--- Activity ---
Exactly the lines from the line with "What do you" through the final line of the records below, both ends included, are to be set down. Do not include pictures.

(Pixel coordinate grounding data)
****

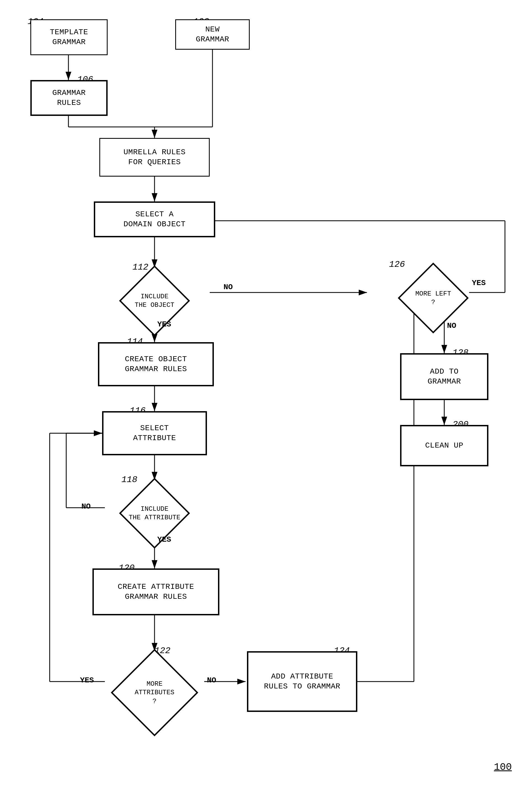  Describe the element at coordinates (155, 513) in the screenshot. I see `include-attribute-diamond: INCLUDETHE ATTRIBUTE` at that location.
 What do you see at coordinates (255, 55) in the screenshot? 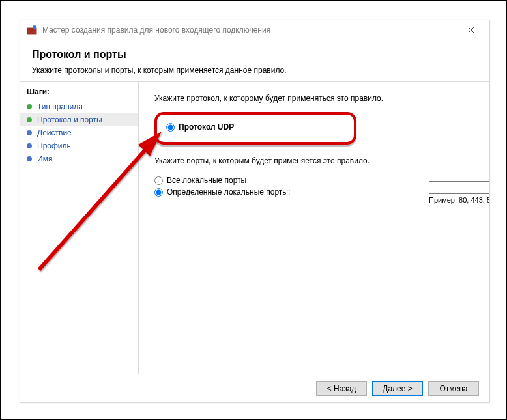
I see `page-title: Протокол и порты` at bounding box center [255, 55].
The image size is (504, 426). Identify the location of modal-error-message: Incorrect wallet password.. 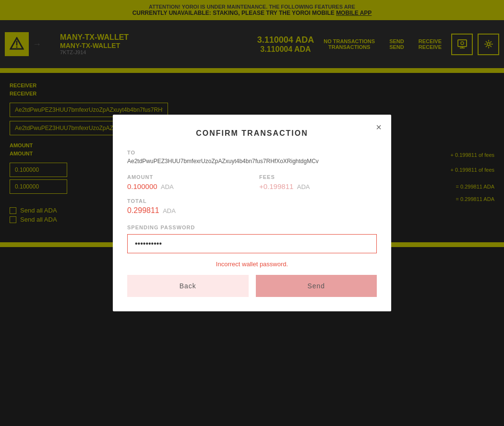
(252, 264).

****

--- Your solution ---
 What do you see at coordinates (255, 55) in the screenshot? 
I see `page-title: Протокол и порты` at bounding box center [255, 55].
The image size is (504, 426). Identify the location of modal-error-message: Incorrect wallet password.. 
(252, 264).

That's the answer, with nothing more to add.